Romanization

A particular system's characteristics may make it better-suited for various, sometimes contradictory applications, including document retrieval, linguistic analysis, easy readability, faithful representation of pronunciation.

Most romanizations are intended to enable the casual reader who is unfamiliar with the original script to pronounce the source language reasonably accurately.

A phonetic conversion goes one step further and attempts to depict all phones in the source language, sacrificing legibility if necessary by using characters or conventions not found in the target script.

In practice such a representation almost never tries to represent every possible allophone—especially those that occur naturally due to coarticulation effects—and instead limits itself to the most significant allophonic distinctions.

The Hebrew alphabet is romanized using several standards: The Brahmic family of abugidas is used for languages of the Indian subcontinent and south-east Asia.

The most common systems are: While romanization has taken various and at times seemingly unstructured forms, some sets of rules do exist: Several problems with MR led to the development of the newer systems: Thai, spoken in Thailand and some areas of Laos, Burma and China, is written with its own script, probably descended from mixture of Tai–Laotian and Old Khmer, in the Brahmic family.

The only existing romanisation system is YYPY (Yi Yu Pin Yin), which represents tone with letters attached to the end of syllables, as Nuosu forbids codas.

It does not use diacritics, and as such due to the large phonemic inventory of Nuosu, it requires frequent use of digraphs, including for monophthong vowels.

Since the late 1990s, Bulgarian authorities have switched to the so-called Streamlined System avoiding the use of diacritics and optimized for compatibility with English.

[31] There is no single universally accepted system of writing Russian using the Latin script—in fact there are a huge number of such systems: some are adjusted for a particular target language (e.g. German or French), some are designed as a librarian's transliteration, some are prescribed for Russian travellers' passports; the transcription of some names is purely traditional.

E.g. the name of the Russian composer Tchaikovsky may also be written as Tchaykovsky, Tchajkovskij, Tchaikowski, Tschaikowski, Czajkowski, Čajkovskij, Čajkovski, Chajkovskij, Çaykovski, Chaykovsky, Chaykovskiy, Chaikovski, Tshaikovski, Tšaikovski, Tsjajkovskij etc.

Systems include: The Latin script for Syriac was developed in the 1930s, following the state policy for minority languages of the Soviet Union, with some material published.

Mandarin Chinese , like many languages, can be romanized in a number of ways; above: Traditional and Simplified Chinese characters meaning Chinese, and romanization systems Hanyu Pinyin , Gwoyeu Romatzyh , Wade-Giles and Yale for those characters.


=== WORK ITEM ===
Go through each line of the records below and count those with the word "empty". Give only the count.

:: DATA SHOWN

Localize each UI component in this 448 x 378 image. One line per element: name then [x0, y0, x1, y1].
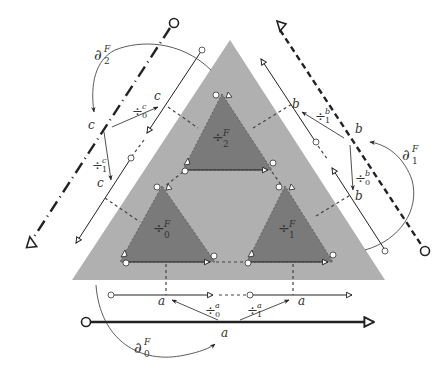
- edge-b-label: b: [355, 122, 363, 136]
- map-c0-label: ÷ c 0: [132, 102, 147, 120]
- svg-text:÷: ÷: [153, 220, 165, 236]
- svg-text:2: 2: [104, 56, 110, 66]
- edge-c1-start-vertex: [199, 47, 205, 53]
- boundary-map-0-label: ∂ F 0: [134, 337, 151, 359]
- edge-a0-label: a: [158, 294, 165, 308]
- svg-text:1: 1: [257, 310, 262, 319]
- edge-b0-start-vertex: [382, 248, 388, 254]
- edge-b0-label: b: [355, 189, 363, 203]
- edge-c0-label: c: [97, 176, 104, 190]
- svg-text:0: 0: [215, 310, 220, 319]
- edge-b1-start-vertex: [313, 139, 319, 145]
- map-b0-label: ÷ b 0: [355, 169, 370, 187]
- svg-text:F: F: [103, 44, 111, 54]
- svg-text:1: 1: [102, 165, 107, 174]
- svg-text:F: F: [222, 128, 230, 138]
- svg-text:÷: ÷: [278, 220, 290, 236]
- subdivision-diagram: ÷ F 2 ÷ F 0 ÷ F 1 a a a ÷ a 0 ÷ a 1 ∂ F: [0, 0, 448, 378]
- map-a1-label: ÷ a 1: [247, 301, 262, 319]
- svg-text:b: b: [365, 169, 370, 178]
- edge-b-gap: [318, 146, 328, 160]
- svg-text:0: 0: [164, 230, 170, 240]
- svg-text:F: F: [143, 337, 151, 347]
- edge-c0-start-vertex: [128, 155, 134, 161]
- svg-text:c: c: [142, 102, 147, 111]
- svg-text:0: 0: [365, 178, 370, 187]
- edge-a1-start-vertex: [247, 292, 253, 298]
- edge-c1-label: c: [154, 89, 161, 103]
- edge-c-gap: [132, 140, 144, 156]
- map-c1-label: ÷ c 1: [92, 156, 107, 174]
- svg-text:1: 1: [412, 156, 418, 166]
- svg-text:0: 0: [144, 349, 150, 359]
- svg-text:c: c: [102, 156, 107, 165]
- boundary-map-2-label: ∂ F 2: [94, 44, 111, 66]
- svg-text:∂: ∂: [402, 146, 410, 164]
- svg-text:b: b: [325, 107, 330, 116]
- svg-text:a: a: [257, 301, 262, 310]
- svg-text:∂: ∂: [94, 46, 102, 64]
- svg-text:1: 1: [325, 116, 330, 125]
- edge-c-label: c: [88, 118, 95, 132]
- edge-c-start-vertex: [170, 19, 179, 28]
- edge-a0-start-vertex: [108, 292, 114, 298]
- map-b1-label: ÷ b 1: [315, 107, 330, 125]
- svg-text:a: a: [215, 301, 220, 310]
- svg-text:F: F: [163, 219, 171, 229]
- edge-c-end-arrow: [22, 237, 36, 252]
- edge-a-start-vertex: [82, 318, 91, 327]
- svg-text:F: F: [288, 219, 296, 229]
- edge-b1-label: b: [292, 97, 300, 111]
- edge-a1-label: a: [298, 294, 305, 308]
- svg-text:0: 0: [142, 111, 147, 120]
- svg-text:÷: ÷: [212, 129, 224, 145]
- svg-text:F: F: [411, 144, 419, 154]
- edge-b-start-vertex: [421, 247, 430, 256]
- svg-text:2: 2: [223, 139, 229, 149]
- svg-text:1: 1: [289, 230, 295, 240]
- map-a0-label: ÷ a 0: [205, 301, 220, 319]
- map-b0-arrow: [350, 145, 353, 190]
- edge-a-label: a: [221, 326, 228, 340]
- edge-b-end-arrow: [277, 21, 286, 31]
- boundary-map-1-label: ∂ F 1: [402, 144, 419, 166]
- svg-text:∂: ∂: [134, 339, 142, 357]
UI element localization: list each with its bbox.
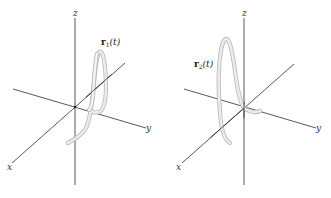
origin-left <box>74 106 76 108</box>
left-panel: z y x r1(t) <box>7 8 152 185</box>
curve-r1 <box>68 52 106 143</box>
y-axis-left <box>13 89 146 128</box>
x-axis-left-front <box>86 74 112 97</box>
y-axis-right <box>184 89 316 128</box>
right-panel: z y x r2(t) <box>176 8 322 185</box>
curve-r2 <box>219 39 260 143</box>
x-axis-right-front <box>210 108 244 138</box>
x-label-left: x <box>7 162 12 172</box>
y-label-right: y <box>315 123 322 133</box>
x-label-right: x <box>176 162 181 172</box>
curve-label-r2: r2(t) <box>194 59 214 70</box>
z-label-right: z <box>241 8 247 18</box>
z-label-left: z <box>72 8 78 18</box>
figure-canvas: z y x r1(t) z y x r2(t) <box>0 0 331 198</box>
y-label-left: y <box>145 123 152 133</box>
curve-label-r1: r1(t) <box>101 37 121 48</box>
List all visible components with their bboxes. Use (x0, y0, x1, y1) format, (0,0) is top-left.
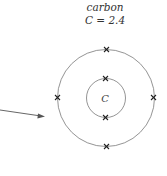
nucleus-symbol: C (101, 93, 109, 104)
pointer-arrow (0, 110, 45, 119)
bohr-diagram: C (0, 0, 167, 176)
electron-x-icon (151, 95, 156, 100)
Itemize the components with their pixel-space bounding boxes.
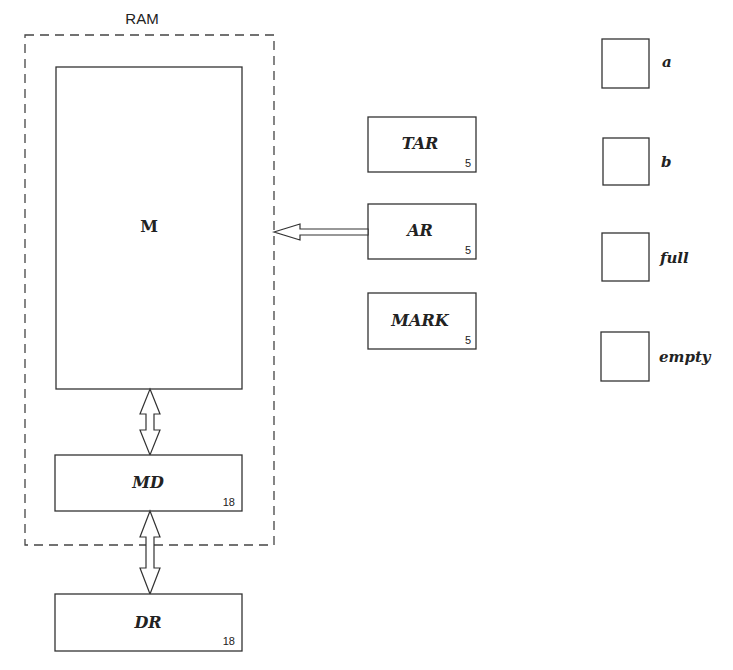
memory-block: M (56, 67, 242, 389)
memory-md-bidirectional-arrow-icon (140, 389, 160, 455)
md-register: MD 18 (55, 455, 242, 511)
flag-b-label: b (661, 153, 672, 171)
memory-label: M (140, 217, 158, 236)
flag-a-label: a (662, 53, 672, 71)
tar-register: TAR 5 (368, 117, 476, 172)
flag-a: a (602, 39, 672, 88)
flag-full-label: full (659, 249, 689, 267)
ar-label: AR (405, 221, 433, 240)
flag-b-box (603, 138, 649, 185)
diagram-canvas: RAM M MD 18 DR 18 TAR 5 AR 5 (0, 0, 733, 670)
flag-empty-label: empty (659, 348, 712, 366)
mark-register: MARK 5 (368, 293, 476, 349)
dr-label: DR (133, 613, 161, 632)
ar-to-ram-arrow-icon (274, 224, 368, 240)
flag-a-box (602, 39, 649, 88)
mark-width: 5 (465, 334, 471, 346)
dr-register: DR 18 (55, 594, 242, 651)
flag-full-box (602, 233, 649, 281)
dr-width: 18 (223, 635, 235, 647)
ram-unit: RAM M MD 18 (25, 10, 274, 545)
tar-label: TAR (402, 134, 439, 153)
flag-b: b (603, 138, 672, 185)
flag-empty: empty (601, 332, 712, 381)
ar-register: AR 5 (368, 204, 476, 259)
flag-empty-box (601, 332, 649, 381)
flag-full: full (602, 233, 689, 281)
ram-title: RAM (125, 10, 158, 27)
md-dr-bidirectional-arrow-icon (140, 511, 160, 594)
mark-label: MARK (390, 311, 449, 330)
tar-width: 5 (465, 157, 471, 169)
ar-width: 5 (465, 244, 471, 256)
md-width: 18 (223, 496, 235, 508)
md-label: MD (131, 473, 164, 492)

::::
:: DATA SHOWN

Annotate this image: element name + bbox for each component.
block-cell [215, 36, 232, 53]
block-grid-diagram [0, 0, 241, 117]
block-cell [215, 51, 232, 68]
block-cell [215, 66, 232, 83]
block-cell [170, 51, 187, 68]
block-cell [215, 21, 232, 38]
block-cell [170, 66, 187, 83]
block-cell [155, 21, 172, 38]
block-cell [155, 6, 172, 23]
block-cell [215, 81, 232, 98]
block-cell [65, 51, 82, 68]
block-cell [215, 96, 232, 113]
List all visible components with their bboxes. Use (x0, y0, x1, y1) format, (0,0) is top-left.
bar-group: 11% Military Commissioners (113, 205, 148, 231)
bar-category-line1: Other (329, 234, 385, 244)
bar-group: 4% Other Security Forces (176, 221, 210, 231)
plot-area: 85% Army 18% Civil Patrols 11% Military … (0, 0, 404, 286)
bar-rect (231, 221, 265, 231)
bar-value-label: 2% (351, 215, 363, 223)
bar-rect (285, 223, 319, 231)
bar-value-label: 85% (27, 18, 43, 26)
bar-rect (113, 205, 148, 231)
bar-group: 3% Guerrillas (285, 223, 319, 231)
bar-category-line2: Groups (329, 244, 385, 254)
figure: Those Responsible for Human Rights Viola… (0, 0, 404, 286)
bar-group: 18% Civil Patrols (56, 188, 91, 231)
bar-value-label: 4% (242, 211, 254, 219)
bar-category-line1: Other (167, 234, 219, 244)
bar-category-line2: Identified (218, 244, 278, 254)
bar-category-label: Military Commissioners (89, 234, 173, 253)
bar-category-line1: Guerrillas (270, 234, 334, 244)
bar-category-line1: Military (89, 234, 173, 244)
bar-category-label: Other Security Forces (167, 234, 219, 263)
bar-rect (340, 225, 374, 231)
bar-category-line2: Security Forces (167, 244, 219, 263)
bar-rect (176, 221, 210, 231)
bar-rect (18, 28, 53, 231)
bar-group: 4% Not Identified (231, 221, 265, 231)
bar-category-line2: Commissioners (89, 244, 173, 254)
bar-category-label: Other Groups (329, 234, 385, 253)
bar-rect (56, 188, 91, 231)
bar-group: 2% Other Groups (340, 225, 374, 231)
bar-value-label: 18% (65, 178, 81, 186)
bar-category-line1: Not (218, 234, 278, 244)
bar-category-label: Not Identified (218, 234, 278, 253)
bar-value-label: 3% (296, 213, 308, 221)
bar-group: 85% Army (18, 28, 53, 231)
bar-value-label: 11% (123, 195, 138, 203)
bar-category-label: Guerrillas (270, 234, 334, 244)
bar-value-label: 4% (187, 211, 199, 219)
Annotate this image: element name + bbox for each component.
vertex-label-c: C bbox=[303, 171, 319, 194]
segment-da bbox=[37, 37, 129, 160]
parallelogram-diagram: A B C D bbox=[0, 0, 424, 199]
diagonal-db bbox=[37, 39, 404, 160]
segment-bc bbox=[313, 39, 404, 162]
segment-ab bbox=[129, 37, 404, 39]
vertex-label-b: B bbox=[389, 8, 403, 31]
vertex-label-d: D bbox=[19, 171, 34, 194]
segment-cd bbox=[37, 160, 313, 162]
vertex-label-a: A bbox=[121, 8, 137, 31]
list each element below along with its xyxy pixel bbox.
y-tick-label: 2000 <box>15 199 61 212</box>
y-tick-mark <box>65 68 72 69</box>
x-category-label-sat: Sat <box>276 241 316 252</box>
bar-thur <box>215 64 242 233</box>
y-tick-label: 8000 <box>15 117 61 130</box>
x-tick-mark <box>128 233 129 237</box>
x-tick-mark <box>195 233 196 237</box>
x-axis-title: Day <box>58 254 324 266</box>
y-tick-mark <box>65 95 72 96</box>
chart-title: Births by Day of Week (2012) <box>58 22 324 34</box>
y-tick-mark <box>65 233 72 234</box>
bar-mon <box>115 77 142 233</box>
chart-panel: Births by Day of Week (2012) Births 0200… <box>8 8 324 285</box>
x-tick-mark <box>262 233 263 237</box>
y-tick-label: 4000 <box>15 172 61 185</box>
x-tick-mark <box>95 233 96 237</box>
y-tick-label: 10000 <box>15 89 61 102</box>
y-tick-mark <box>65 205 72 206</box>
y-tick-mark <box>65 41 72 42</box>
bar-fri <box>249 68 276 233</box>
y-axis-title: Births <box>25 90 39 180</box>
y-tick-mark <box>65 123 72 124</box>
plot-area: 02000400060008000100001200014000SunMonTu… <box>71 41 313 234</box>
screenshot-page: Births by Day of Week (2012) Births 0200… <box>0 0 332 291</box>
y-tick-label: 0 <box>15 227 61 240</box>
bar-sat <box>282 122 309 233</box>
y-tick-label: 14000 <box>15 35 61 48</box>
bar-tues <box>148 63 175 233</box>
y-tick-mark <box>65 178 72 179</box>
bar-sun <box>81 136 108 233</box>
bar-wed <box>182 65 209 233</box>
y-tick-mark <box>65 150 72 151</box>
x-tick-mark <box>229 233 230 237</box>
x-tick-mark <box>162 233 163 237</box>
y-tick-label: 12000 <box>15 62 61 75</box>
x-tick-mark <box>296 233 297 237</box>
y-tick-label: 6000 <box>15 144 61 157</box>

::::

=== EXERCISE ANSWER ===
3